Signs you need a brand refresh...

Updated: Mar 25, 2022

Regardless of your product or your target audience, the digital world is as competitive as it's ever been. Audience demands are higher than ever.

Do the following apply to you? If so, it may be time for a brand refresh.


1) You blend in. Whatever your industry, you will have competitors. Competitors that are also fighting the attention of your potential consumers. One way to ensure you are striving for your branding potential is to focus on and promote your USPs. What makes you stand out, compared to other products in your line of industry?


2) Your message is unclear. Using unnecessary, elaborate or challenging vocabulary doesn’t make your branding sound exclusive. Instead, you seem unreliable and uninteresting to a new audience that can’t determine what you offer, or how you can help them.


3) Your company has evolved. Brands grow, develop, expand and even change their objectives over time. If your branding portrays the same values it strove for 10 years ago, but your main principles and USPs have evolved since then, then so should your branding! Audiences pick up on a lack of consistency between your brand messaging and your digital marketing efforts. Branding should always be relevant with your company values and aims.


4) Your branding is inconsistent. Brand consistency is the key to building customer trust and credibility. If your colouring, font styles, copywriting, content production and tone of voice are largely out of scale with each other, it builds a confusing and conflicting brand image. Not only will this reduce your credibility, but it will also make it more challenging to create a consistent following.



So the million dollar question...


How do you refresh your brand’s image for relevance and longevity?

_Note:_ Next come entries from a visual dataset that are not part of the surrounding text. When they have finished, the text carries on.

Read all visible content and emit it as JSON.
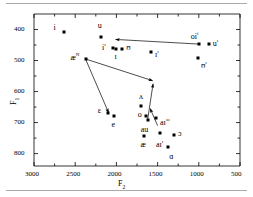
{
  "chart_data": {
    "type": "scatter",
    "title": "",
    "xlabel": "F2",
    "ylabel": "F1",
    "xticks": [
      "3000",
      "2500",
      "2000",
      "1500",
      "1000",
      "500"
    ],
    "xtickvals": [
      3000,
      2500,
      2000,
      1500,
      1000,
      500
    ],
    "yticks": [
      "400",
      "500",
      "600",
      "700",
      "800"
    ],
    "ytickvals": [
      400,
      500,
      600,
      700,
      800
    ],
    "xlim": [
      3000,
      500
    ],
    "ylim": [
      840,
      350
    ],
    "x_axis_reversed": true,
    "y_axis_reversed": true,
    "grid": false,
    "legend": "none",
    "marker": "filled-square",
    "marker_color": "#000000",
    "points": [
      {
        "label": "i",
        "sup": "",
        "x": 2630,
        "y": 408,
        "lx": -11,
        "ly": -4
      },
      {
        "label": "u",
        "sup": "",
        "x": 2190,
        "y": 425,
        "lx": -3,
        "ly": -11
      },
      {
        "label": "i",
        "sup": "ɪ",
        "x": 2040,
        "y": 459,
        "lx": -11,
        "ly": -2
      },
      {
        "label": "ɪ",
        "sup": "",
        "x": 2010,
        "y": 464,
        "lx": -1,
        "ly": 8
      },
      {
        "label": "ʊ",
        "sup": "",
        "x": 1930,
        "y": 462,
        "lx": 4,
        "ly": -1
      },
      {
        "label": "ɪ",
        "sup": "ɪ",
        "x": 1580,
        "y": 472,
        "lx": 4,
        "ly": 1
      },
      {
        "label": "oi",
        "sup": "i",
        "x": 1000,
        "y": 447,
        "lx": -8,
        "ly": -9
      },
      {
        "label": "u",
        "sup": "ɪ",
        "x": 880,
        "y": 448,
        "lx": 4,
        "ly": -2
      },
      {
        "label": "ʊ",
        "sup": "ɪ",
        "x": 1010,
        "y": 491,
        "lx": 3,
        "ly": 6
      },
      {
        "label": "æ",
        "sup": "N",
        "x": 2375,
        "y": 495,
        "lx": -15,
        "ly": -3
      },
      {
        "label": "ʌ",
        "sup": "",
        "x": 1700,
        "y": 646,
        "lx": -2,
        "ly": -9
      },
      {
        "label": "ɛ",
        "sup": "",
        "x": 2105,
        "y": 669,
        "lx": -10,
        "ly": -2
      },
      {
        "label": "e",
        "sup": "",
        "x": 2035,
        "y": 679,
        "lx": -2,
        "ly": 9
      },
      {
        "label": "o",
        "sup": "",
        "x": 1645,
        "y": 679,
        "lx": -8,
        "ly": -1
      },
      {
        "label": "au",
        "sup": "",
        "x": 1620,
        "y": 691,
        "lx": -7,
        "ly": 10
      },
      {
        "label": "aɪ",
        "sup": "ʌɪ",
        "x": 1520,
        "y": 686,
        "lx": 4,
        "ly": 3
      },
      {
        "label": "æ",
        "sup": "",
        "x": 1670,
        "y": 742,
        "lx": -3,
        "ly": 9
      },
      {
        "label": "aɪ",
        "sup": "ɪ",
        "x": 1470,
        "y": 733,
        "lx": -4,
        "ly": 10
      },
      {
        "label": "ɔ",
        "sup": "",
        "x": 1300,
        "y": 740,
        "lx": 4,
        "ly": -1
      },
      {
        "label": "ɑ",
        "sup": "",
        "x": 1370,
        "y": 780,
        "lx": 1,
        "ly": 10
      }
    ],
    "arrows": [
      {
        "name": "arrow-oi-to-front",
        "x1": 1000,
        "y1": 447,
        "x2": 2010,
        "y2": 432
      },
      {
        "name": "arrow-ae-to-mid",
        "x1": 2375,
        "y1": 495,
        "x2": 1560,
        "y2": 565
      },
      {
        "name": "arrow-ae-to-epsilon",
        "x1": 2375,
        "y1": 495,
        "x2": 2095,
        "y2": 668
      },
      {
        "name": "arrow-mid-to-up",
        "x1": 1620,
        "y1": 689,
        "x2": 1555,
        "y2": 575
      },
      {
        "name": "arrow-ai-to-upright",
        "x1": 1500,
        "y1": 710,
        "x2": 1590,
        "y2": 655
      }
    ]
  },
  "axes": {
    "x_title": "F",
    "x_sub": "2",
    "y_title": "F",
    "y_sub": "1"
  }
}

1) STRIKE THE BALANCE! Rebranding can be a refreshing, needed and powerful move for companies marketing digitally. However, rebrand too often and it can be a confusing and overwhelming journey for the customer. Always ensure that your rebrand is justified, well planned and done in a timely manner...and always keep longevity in mind.


2) Focus on visuals. Infographics gain 200% more shares than text content. 94% of marketers say video content has helped increase user understanding of a product, so don’t cut corners! When it comes to visual content, don’t cut corners! It is one of, if not the most effective form of branding! Younger audiences especially have high engagement with visual content such as images and videos.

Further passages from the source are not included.